May 24, 2012

RETURN TO PARADISE?

I had come to Mexico as a bride of 19 and had spent over 22 years here by the time my company relocated me to the States. A famous writer once spoke of the feelings an expatriate experiences insofar as the overwhelming nostalgia for one’s homeland, and yet that with time one comes to the conclusion that you no longer have a homeland here nor there. This becomes a reality after having made periodic trips home only to realize that nothing is as you remembered it, there have been both obvious and subtle changes, maybe in the place or maybe in oneself, which make you uncomfortable in a no longer comfortable comfort zone. He concluded, therefore, that the only piece of earth you may call your own is the plot of ground under which you will one day lie.
            It was apparent to me that his words had become my reality when I returned to the country I considered home, and although I was in another city and state than where I had been born, and even though the locale where Susan and I lived  was exceptionally  beautiful, I never felt comfortable, not even with my compatriots.  As Jim Croce says in his song, “New York’s not my home”. So, when Eduardo arrived from Paris, Susan and I were on the verge of returning to Mexico and my old job.  Eduardo decided to stay in Manhattan, and for a time lived with his lifelong friend Jorge Ritter who was also living there, later on renting an apartment close to him in SoHo.  Suzy and I journeyed home to Mexico and, quite by coincidence, on the same plane as my sister-in-law and Susan’s cousins. We had quite a committee waiting at the airport when we arrived, i.e. my best friend, Margaret with whom we were to stay until our household goods would arrive in Mexico, her family, and Susan’s father and his brother who was there to greet his wife and children.
Patricia and Eduardo Sr. the day we got back to Mexico
            I’d say about a month after returning, I received a call at my office that there had been a terrible fire in Eduardo’s apartment and everything had been destroyed.  At the beginning it wasn’t clear if he had been injured and the few hours wait to confirm that he was alright were torture.
            Shortly thereafter I was offered a job with considerably more pay.  I decided to take it (huge mistake) and things went from bad to worse for a while.  Eduardo wrote that he wanted to return to Mexico and I was delighted, but he decided to stop off to see my mother on his way south and she offered to put him through university if he would live with her.  He asked me what I wanted him to do and, of course, I couldn’t let him pass up the opportunity so the delight was short lived.
            Looking back, I don’t regret sending him to Europe although it wasn’t the cure for his addiction, nor do I regret putting aside my own need for him to be moral support for Suzy and me —it would have been totally selfish— because both situations broadened his cultural horizons and life experience, but there were days, in fact years, that we didn’t have him with us and that, too, is selfish; but very sad because of the way things have turned out.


What to work on
Determine the count of lines in the data below that include the word "tick", and give nothing besides it.

Exercise material Block Start

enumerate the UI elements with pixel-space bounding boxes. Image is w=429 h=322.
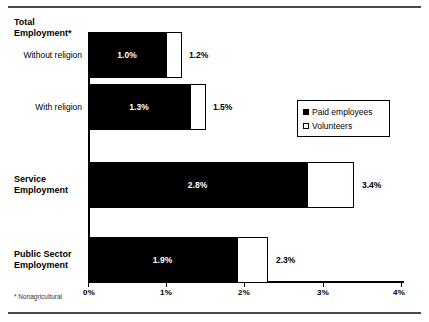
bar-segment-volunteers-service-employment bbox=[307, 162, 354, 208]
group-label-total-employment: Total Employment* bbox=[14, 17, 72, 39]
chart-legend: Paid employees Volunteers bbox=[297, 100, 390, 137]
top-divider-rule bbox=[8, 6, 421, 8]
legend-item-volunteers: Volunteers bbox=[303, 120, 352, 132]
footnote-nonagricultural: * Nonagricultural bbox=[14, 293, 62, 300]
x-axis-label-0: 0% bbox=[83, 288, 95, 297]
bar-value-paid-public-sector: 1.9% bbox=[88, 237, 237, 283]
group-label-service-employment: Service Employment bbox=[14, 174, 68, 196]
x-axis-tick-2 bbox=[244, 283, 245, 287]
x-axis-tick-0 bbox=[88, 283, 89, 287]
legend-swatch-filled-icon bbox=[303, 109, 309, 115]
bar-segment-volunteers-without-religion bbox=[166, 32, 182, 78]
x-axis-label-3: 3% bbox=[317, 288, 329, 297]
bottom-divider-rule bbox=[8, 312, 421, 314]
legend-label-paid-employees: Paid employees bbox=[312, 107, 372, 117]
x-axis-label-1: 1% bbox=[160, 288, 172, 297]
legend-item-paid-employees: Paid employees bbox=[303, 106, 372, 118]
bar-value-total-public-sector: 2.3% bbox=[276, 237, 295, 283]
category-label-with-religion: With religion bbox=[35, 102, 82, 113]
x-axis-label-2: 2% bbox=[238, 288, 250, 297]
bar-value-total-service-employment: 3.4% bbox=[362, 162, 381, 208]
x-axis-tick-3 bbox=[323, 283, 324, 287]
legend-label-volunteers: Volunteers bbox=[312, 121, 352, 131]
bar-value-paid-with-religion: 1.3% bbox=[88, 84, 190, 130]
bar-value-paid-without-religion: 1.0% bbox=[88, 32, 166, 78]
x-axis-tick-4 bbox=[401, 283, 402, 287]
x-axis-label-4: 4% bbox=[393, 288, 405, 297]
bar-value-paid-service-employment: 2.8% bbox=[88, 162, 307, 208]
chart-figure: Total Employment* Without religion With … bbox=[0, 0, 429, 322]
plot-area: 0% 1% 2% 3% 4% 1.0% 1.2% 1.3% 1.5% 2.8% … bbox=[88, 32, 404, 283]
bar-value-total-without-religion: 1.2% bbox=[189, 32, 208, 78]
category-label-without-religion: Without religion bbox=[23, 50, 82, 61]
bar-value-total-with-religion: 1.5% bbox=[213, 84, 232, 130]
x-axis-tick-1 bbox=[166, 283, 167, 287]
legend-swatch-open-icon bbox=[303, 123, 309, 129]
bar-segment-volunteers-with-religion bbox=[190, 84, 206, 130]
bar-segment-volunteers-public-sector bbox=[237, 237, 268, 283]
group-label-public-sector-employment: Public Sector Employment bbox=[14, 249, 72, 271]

Exercise material Block End

Exercise result
5